Wednesday, December 10, 2014

WJMAC Presents Trumpeter Oliver Groenewald with the Miles Black Trio - Wednesday, December 10




Oliver Groenewald with the Miles Black Trio at WJAMC - The Majestic on Forest

Wednesday, December 10



It has been 20 years since Trumpeter Oliver Groenewald has performed in Bellingham. Influential and admired when he was here at Western, Groenewald now lives on Orcas Island and performs regularly in Seattle. Accompanying him tonight is the Miles Black Trio: Miles Black on piano, Michael Glynn on bass and Julian MacDonough on drums. 

The evening starts off nicely with a relaxed interpretation of Thelonious Monk's "Straight No Chaser". Oliver Groenewald performs with a kind of effortlessness and natural grace. Playing the trumpet like breathing. With the echoes of Sunday's stellar performance by Steve Davis and Josh Bruneau still in the air, there is a natural comparison. 

I am reminded of a quote by either Waits or Eliot about how time equals memory plus desire. And it strikes me that this is the essential difference between Josh Bruneau and Oliver Groenwald. Josh was electric desire, burning up the air with his sound. Oliver is reflective memory, inhabiting the songs like a favorite hat or broken in pair of boots. It is a striking juxtaposition which only deepens as the performance goes on. 

Miles Black is, as usual, just mesmerizing and astonishing, a pure joy to listen to. His piano seems to spin hot molten notes into delicate figures of glass, then break them and have them fall into a dizzying array of kaleidoscope patterns and newly deconstructed, reconstructed melodies. A fluidity of performance mixed with poetic stops and challenging chords phrasings that almost gets lost in a solipsistic ecstasy. 

Time and again, Michael Glynn follows Miles with a inspired response, the bass singing about as high as it can, at times sounding closer to Oliver's trumpet, with quick fluttering blasts of melodic riffs before returning to the core time signatures of the piece.  


It is fascinating week after week, to see the interpersonal dynamics of the musician's personalities. Julian has such grace and courtesy as a musician, you almost don't recognize him as the de facto leader, coordinating the sonic space and time for each of the other musician's performances. His own playing gets more interesting each week. He and Michael match the complex interchange of tone and tempo between Oliver and Miles with authoritative ease. Oliver, meanwhile, invests every note with memory and the beauty of detached desire, making it all look as effortless as being.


## [Work instruction]
Find the string "pixels" in the data, and copy out each line that has it.

[Items listed in a dataset]
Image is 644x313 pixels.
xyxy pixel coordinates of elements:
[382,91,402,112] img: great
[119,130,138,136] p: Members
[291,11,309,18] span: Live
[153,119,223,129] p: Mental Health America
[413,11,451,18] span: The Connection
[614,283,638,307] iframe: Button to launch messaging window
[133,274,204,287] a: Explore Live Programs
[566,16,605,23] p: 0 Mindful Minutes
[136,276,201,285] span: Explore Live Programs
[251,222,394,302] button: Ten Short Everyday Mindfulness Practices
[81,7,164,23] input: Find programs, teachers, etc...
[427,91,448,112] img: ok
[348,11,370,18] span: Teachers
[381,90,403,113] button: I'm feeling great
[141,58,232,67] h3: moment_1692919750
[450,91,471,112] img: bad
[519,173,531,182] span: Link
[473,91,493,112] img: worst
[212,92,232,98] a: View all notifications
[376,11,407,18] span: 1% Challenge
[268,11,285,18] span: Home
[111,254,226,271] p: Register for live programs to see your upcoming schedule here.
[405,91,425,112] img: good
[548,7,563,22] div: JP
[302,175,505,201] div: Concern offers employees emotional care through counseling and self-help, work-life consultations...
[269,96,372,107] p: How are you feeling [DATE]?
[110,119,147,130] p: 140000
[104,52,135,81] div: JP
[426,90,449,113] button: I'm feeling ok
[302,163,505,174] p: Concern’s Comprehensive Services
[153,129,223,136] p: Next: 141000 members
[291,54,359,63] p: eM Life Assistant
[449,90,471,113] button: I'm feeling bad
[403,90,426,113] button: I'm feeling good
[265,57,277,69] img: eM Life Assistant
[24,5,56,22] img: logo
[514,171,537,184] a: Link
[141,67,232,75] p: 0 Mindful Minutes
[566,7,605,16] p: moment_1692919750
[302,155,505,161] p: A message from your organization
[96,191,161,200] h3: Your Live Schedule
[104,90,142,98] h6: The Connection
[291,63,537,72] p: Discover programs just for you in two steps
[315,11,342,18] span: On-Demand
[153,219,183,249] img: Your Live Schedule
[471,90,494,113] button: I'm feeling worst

--

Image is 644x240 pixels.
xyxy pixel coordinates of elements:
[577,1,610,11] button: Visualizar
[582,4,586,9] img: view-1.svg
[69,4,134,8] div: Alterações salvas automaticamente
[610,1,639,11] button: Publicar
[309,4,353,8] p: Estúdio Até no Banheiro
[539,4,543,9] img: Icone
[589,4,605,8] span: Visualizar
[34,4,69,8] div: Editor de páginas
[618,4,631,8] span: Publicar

## [Task response]
Image is 644x313 pixels.
Image is 644x240 pixels.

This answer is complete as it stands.